Thursday, May 14, 2020

Day 60, Quasi-Quarantine: Navigate Verbosity To Mine The Gems In Robert McKee's "Story"


Robert McKee is unquestionably a Hollywood legend, and in "Story: Substance, Structure, Style, and the Principles of Screenwriting," he shares his invaluable wisdom in the form of case studies.

"The substance of story is the gap that splits open between what a human being expects to happen when he takes an action and what really does happen; the rift between expectation and result, probability and necessity. To build a scene, we constantly break open these breaches in reality."
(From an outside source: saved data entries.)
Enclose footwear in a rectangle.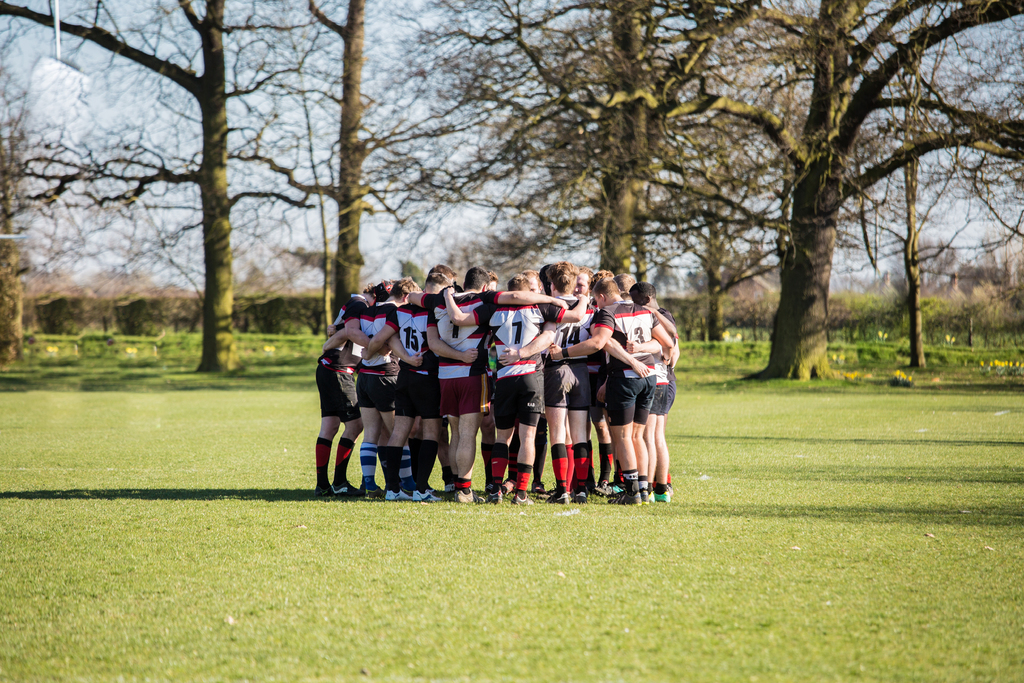
312 484 336 500.
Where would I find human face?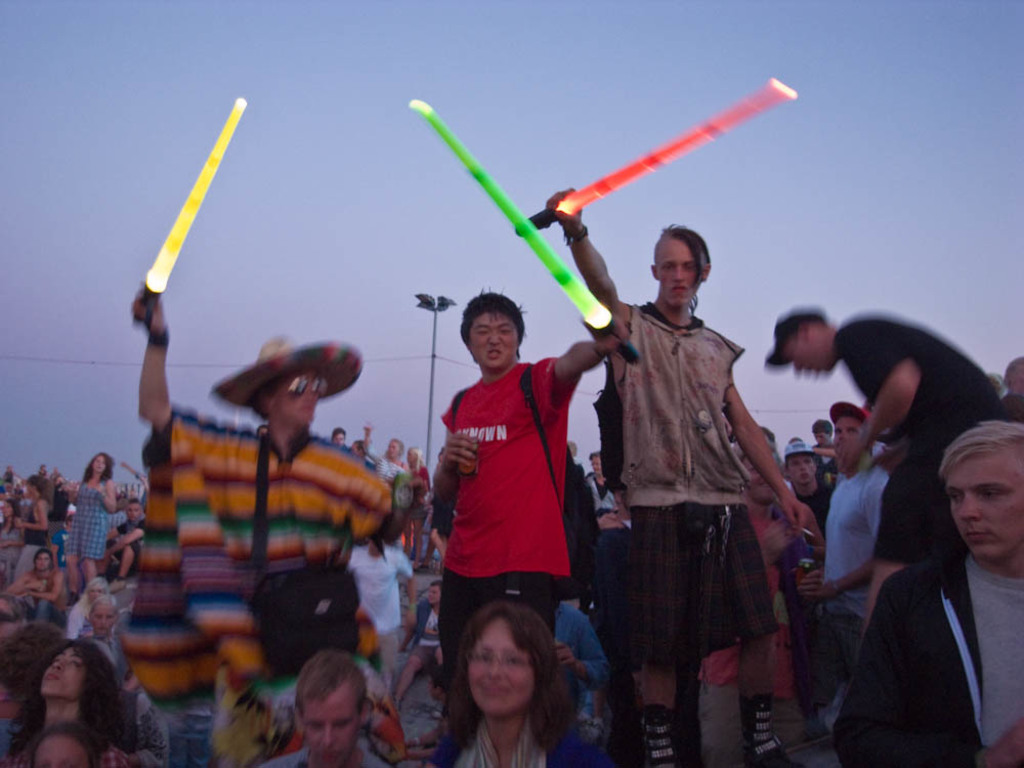
At 786, 456, 815, 490.
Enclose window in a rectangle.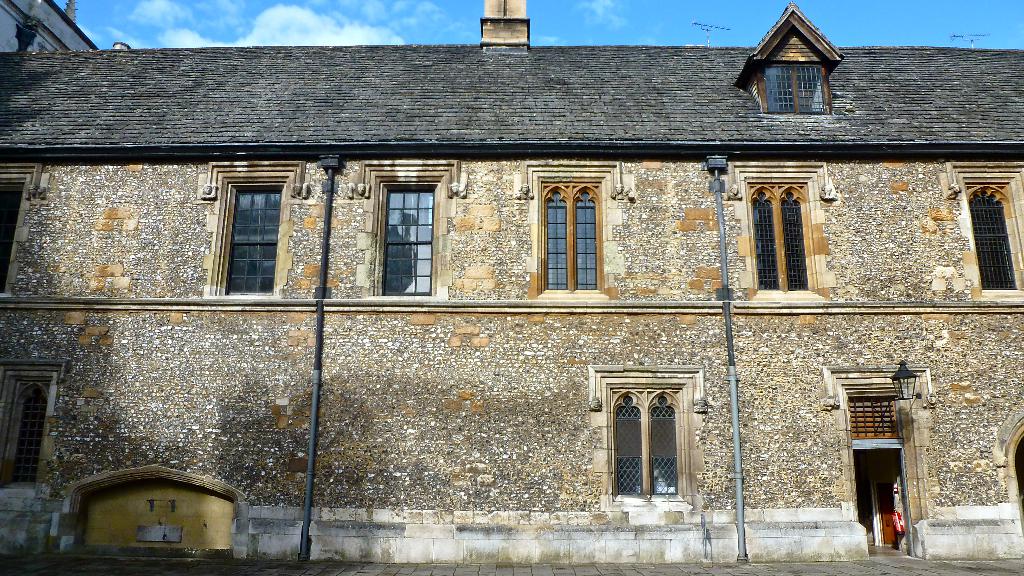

At times, this work reads like an ad for screenwriting classes and schools, and McKee's excessively verbose style makes it feel as if he is trying too hard to be pedantic. It can seem a bit like reading a textbook at times, there were more errors than I would have anticipated, and I feel like he casually butts up against chauvinism a lot for having written this in 1997.

Where the book excels is a catalog of glossary terms, story diagrams, and specific examples pulled from cinema. McKee is at his best when he is offering an explanation of genres and how they intersect, and the plea he makes for a return to the value of treatments pays the book off by itself.

"No matter our talent, we all know in the midnight of our souls that 90 percent of what we do is less than our best. If, however, research inspires a pace of ten to one, even twenty to one, and if you then make brilliant choices to find that 10 percent of excellence and burn the rest, every scene will fascinate and the world will sit in awe of your genius."

In one chapter, he dreams up a scenario about a President going mad as the idea for a story, which was, well, eerie and disturbingly prescient. 

"Those in power never want us to feel. Thought can be controlled and manipulated, but emotion is willful and unpredictable. Artists threaten authority by exposing lies and inspiring passion for change. This is why when tyrants seize power, their firing squads aim at the heart of the writer."

I've also read McKee's book "Dialogue," and I feel strongly that a writer of any discipline can benefit from his insights. They can comprise a slog, but the value is well worth the effort.